The miscarriage of justice
Citizens without influence regularly get the short end of the stick
The prime minister’s warning could not have come at a better time. She has asked the police to stay away from harassing innocent people. That was her message at the beginning of the Police Week. Coming so soon after the discovery that an innocent man had been compelled to waste his life in prison for three years, all owing to the ineptitude of the police, Sonali Bank, and Anti-Corruption Commission, one wonders though, if the warning will at all lead to a change in attitude among those whose responsibility is to serve citizens.
The issue is a grave one, and nothing of the seriousness involved in it can be mitigated by a mere expression of apology by the chairman of the ACC. The apology over the injustice done to Jaha Alam — he is the young man condemned to serve three years in prison for no good reason save the callousness of our police, our bankers, and our anti-corruption watchdog — should be OK.
But it is not OK and cannot be OK. It is not OK when the chairman of the ACC informs the country that a committee has been formed to inquire into the circumstances behind Jaha Alam’s sufferings.
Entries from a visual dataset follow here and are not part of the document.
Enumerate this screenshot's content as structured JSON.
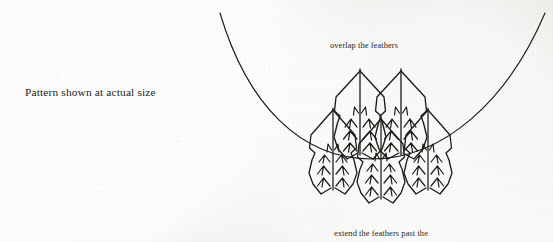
{
  "page": {
    "width": 553,
    "height": 242,
    "paper_color": "#f1efeb",
    "ink_color": "#1d1a18"
  },
  "captions": {
    "actual_size": "Pattern shown at actual size",
    "overlap": "overlap the feathers",
    "extend": "extend the feathers past the"
  },
  "diagram": {
    "name": "feather-pattern",
    "ink_color": "#1d1a18",
    "arc": {
      "name": "neckline-arc",
      "start_x": 220,
      "start_y": 13,
      "end_x": 545,
      "end_y": 13,
      "bottom_x": 372,
      "bottom_y": 159,
      "stroke_width": 1.1
    },
    "feathers": [
      {
        "id": "upper-left",
        "tip_x": 360,
        "tip_y": 71,
        "base_y": 153,
        "half_width": 25,
        "shoulder_y": 98,
        "scale": 1.0
      },
      {
        "id": "upper-right",
        "tip_x": 401,
        "tip_y": 71,
        "base_y": 153,
        "half_width": 25,
        "shoulder_y": 98,
        "scale": 1.0
      },
      {
        "id": "lower-left",
        "tip_x": 333,
        "tip_y": 110,
        "base_y": 192,
        "half_width": 24,
        "shoulder_y": 136,
        "scale": 0.95
      },
      {
        "id": "lower-center",
        "tip_x": 381,
        "tip_y": 118,
        "base_y": 200,
        "half_width": 24,
        "shoulder_y": 143,
        "scale": 0.95
      },
      {
        "id": "lower-right",
        "tip_x": 428,
        "tip_y": 110,
        "base_y": 192,
        "half_width": 24,
        "shoulder_y": 136,
        "scale": 0.95
      }
    ]
  }
}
The police, the bank, and the ACC were looking for a man named Abu Salik, accused of defrauding Sonali Bank of crores of taka; and they rounded on the jute factory worker Jaha Alam, convinced or determined to convince us that he was the culprit they were looking for.
His protestations did not matter. That he, a simple and poor factory worker, could not have borrowed all that money was a thought these wise men were unwilling to mull over. Jaha Alam had to pay a price, which he has now done through losing three years in prison for a crime he did not commit.
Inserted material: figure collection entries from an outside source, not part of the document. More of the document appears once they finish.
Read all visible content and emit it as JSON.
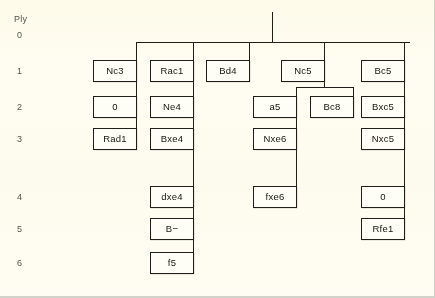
{
  "axis": {
    "title": "Ply",
    "labels": [
      {
        "text": "0",
        "y": 30
      },
      {
        "text": "1",
        "y": 66
      },
      {
        "text": "2",
        "y": 102
      },
      {
        "text": "3",
        "y": 134
      },
      {
        "text": "4",
        "y": 192
      },
      {
        "text": "5",
        "y": 224
      },
      {
        "text": "6",
        "y": 258
      }
    ]
  },
  "tree": {
    "root": {
      "name": "root-stub",
      "label": ""
    },
    "nodes": [
      {
        "id": "n-nc3",
        "label": "Nc3",
        "ply": 1,
        "x": 115,
        "y": 60,
        "w": 44,
        "h": 22
      },
      {
        "id": "n-rac1",
        "label": "Rac1",
        "ply": 1,
        "x": 172,
        "y": 60,
        "w": 44,
        "h": 22
      },
      {
        "id": "n-bd4",
        "label": "Bd4",
        "ply": 1,
        "x": 228,
        "y": 60,
        "w": 44,
        "h": 22
      },
      {
        "id": "n-nc5",
        "label": "Nc5",
        "ply": 1,
        "x": 303,
        "y": 60,
        "w": 44,
        "h": 22
      },
      {
        "id": "n-bc5",
        "label": "Bc5",
        "ply": 1,
        "x": 383,
        "y": 60,
        "w": 44,
        "h": 22
      },
      {
        "id": "n-0a",
        "label": "0",
        "ply": 2,
        "x": 115,
        "y": 96,
        "w": 44,
        "h": 22
      },
      {
        "id": "n-ne4",
        "label": "Ne4",
        "ply": 2,
        "x": 172,
        "y": 96,
        "w": 44,
        "h": 22
      },
      {
        "id": "n-a5",
        "label": "a5",
        "ply": 2,
        "x": 275,
        "y": 96,
        "w": 44,
        "h": 22
      },
      {
        "id": "n-bc8",
        "label": "Bc8",
        "ply": 2,
        "x": 332,
        "y": 96,
        "w": 44,
        "h": 22
      },
      {
        "id": "n-bxc5",
        "label": "Bxc5",
        "ply": 2,
        "x": 383,
        "y": 96,
        "w": 44,
        "h": 22
      },
      {
        "id": "n-rad1",
        "label": "Rad1",
        "ply": 3,
        "x": 115,
        "y": 128,
        "w": 44,
        "h": 22
      },
      {
        "id": "n-bxe4",
        "label": "Bxe4",
        "ply": 3,
        "x": 172,
        "y": 128,
        "w": 44,
        "h": 22
      },
      {
        "id": "n-nxe6",
        "label": "Nxe6",
        "ply": 3,
        "x": 275,
        "y": 128,
        "w": 44,
        "h": 22
      },
      {
        "id": "n-nxc5",
        "label": "Nxc5",
        "ply": 3,
        "x": 383,
        "y": 128,
        "w": 44,
        "h": 22
      },
      {
        "id": "n-dxe4",
        "label": "dxe4",
        "ply": 4,
        "x": 172,
        "y": 186,
        "w": 44,
        "h": 22
      },
      {
        "id": "n-fxe6",
        "label": "fxe6",
        "ply": 4,
        "x": 275,
        "y": 186,
        "w": 44,
        "h": 22
      },
      {
        "id": "n-0b",
        "label": "0",
        "ply": 4,
        "x": 383,
        "y": 186,
        "w": 44,
        "h": 22
      },
      {
        "id": "n-bminus",
        "label": "B−",
        "ply": 5,
        "x": 172,
        "y": 218,
        "w": 44,
        "h": 22
      },
      {
        "id": "n-rfe1",
        "label": "Rfe1",
        "ply": 5,
        "x": 383,
        "y": 218,
        "w": 44,
        "h": 22
      },
      {
        "id": "n-f5",
        "label": "f5",
        "ply": 6,
        "x": 172,
        "y": 252,
        "w": 44,
        "h": 22
      }
    ],
    "edges": [
      {
        "type": "v",
        "name": "edge-root-stem",
        "x": 272,
        "y": 12,
        "len": 30
      },
      {
        "type": "h",
        "name": "edge-root-bus",
        "x": 136,
        "y": 42,
        "len": 274
      },
      {
        "type": "v",
        "name": "edge-root-to-nc3",
        "x": 136,
        "y": 42,
        "len": 18
      },
      {
        "type": "v",
        "name": "edge-root-to-rac1",
        "x": 193,
        "y": 42,
        "len": 18
      },
      {
        "type": "v",
        "name": "edge-root-to-bd4",
        "x": 249,
        "y": 42,
        "len": 18
      },
      {
        "type": "v",
        "name": "edge-root-to-nc5",
        "x": 324,
        "y": 42,
        "len": 18
      },
      {
        "type": "v",
        "name": "edge-root-to-bc5",
        "x": 404,
        "y": 42,
        "len": 18
      },
      {
        "type": "v",
        "name": "edge-nc3-to-0a",
        "x": 136,
        "y": 82,
        "len": 14
      },
      {
        "type": "v",
        "name": "edge-rac1-to-ne4",
        "x": 193,
        "y": 82,
        "len": 14
      },
      {
        "type": "v",
        "name": "edge-bc5-to-bxc5",
        "x": 404,
        "y": 82,
        "len": 14
      },
      {
        "type": "h",
        "name": "edge-nc5-bus",
        "x": 296,
        "y": 87,
        "len": 57
      },
      {
        "type": "v",
        "name": "edge-nc5-stem",
        "x": 324,
        "y": 82,
        "len": 5
      },
      {
        "type": "v",
        "name": "edge-nc5-to-a5",
        "x": 296,
        "y": 87,
        "len": 10
      },
      {
        "type": "v",
        "name": "edge-nc5-to-bc8",
        "x": 353,
        "y": 87,
        "len": 10
      },
      {
        "type": "v",
        "name": "edge-0a-to-rad1",
        "x": 136,
        "y": 118,
        "len": 11
      },
      {
        "type": "v",
        "name": "edge-ne4-to-bxe4",
        "x": 193,
        "y": 118,
        "len": 11
      },
      {
        "type": "v",
        "name": "edge-a5-to-nxe6",
        "x": 296,
        "y": 118,
        "len": 11
      },
      {
        "type": "v",
        "name": "edge-bxc5-to-nxc5",
        "x": 404,
        "y": 118,
        "len": 11
      },
      {
        "type": "v",
        "name": "edge-bxe4-to-dxe4",
        "x": 193,
        "y": 150,
        "len": 37
      },
      {
        "type": "v",
        "name": "edge-nxe6-to-fxe6",
        "x": 296,
        "y": 150,
        "len": 37
      },
      {
        "type": "v",
        "name": "edge-nxc5-to-0b",
        "x": 404,
        "y": 150,
        "len": 37
      },
      {
        "type": "v",
        "name": "edge-dxe4-to-bminus",
        "x": 193,
        "y": 208,
        "len": 11
      },
      {
        "type": "v",
        "name": "edge-0b-to-rfe1",
        "x": 404,
        "y": 208,
        "len": 11
      },
      {
        "type": "v",
        "name": "edge-bminus-to-f5",
        "x": 193,
        "y": 240,
        "len": 13
      }
    ]
  }
}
The ACC chief has apologized, of course. He has also let it be known that his organization was not alone in making the mistake of having the wrong man suffer. A simple thought arises here, which is that it was either a misplaced determination on the part of the three bodies involved — the police, the bank, the ACC — to prove their efficiency through hauling Jaha Alam to prison.
Or it was, as the High Court move to have the man freed makes abundantly clear, a singular indication of the inefficiency these authorities suffer from. Yes, the apology is there. The larger issue is one of what the state can now do to inquire into the nature of the work bodies like the ACC do.
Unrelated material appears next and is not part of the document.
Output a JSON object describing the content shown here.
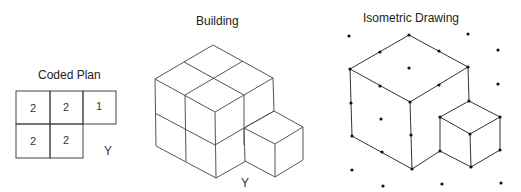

Here we have an instance of ACC officials investigating a case of embezzlement of money from Sonali Bank. The police say Jaha Alam is Abu Salik; the bank says Jaha Alam is Abu Salik. And the ACC goes along with their assertions without probing the issue in its necessary entirety?
The Jaha Alam case raises the fearsome question of how many other individuals may have suffered or indeed are yet suffering because of the inadequacies in the performance of the ACC and other organizations umbilically tied to the state. In a country where miscarriage of justice has often been the norm, where citizens without influence regularly get the short and sharp end of the stick, it becomes important for the government to undertake a systematic review of the way our institutions work, or do not work.
The PM is right to tell the police that they must not harass innocent citizens. But such warnings assume better traction when they are followed up by measures to have them enforced. Will that be done? Can that be done? These are questions which call for answers, given that we are always enthusiastic about projecting ourselves as a democratic society, with all that dash of transparency and accountability which comes with it.
Democracy remains a mouthful of imprisoned ideas when it does not go beyond being a cliché. That is one good reason why citizens like Jaha Alam suffer. Now that the truth is out in the open, it becomes the responsibility of the relevant parliamentary committee or committees to summon the ACC, the police department, and Sonali Bank to public hearings on the circumstances which led to Jaha Alam paying the price for another man’s crime.
We do have parliamentary standing committees, all of which are entrusted with responsibility for promoting public welfare and, where citizens are forced into a straitjacket of injustice by the institutions of the state, to ensure that corrective measures are taken. Part of those measures is to have the men — in the ACC, the police, the bank — who pushed Jaha Alam into wrongful imprisonment answer before the committees, and indeed before the courts on the blunder, contrived or otherwise, they committed on the Jaha Alam issue.
We speak of rule of law, of a social structure which ensures the welfare of all citizens. Successive governments have endlessly held out the assurance that the lives of our citizens matter. Who will explain then why the life of this young man was put through living hell for three years?
For that matter, how sure are we that there are not other citizens — men, women, and perhaps even children — wasting away in our prisons through a shameful miscarriage of justice?
Syed Badrul Ahsan is Editor-in-Charge, The Asian Age.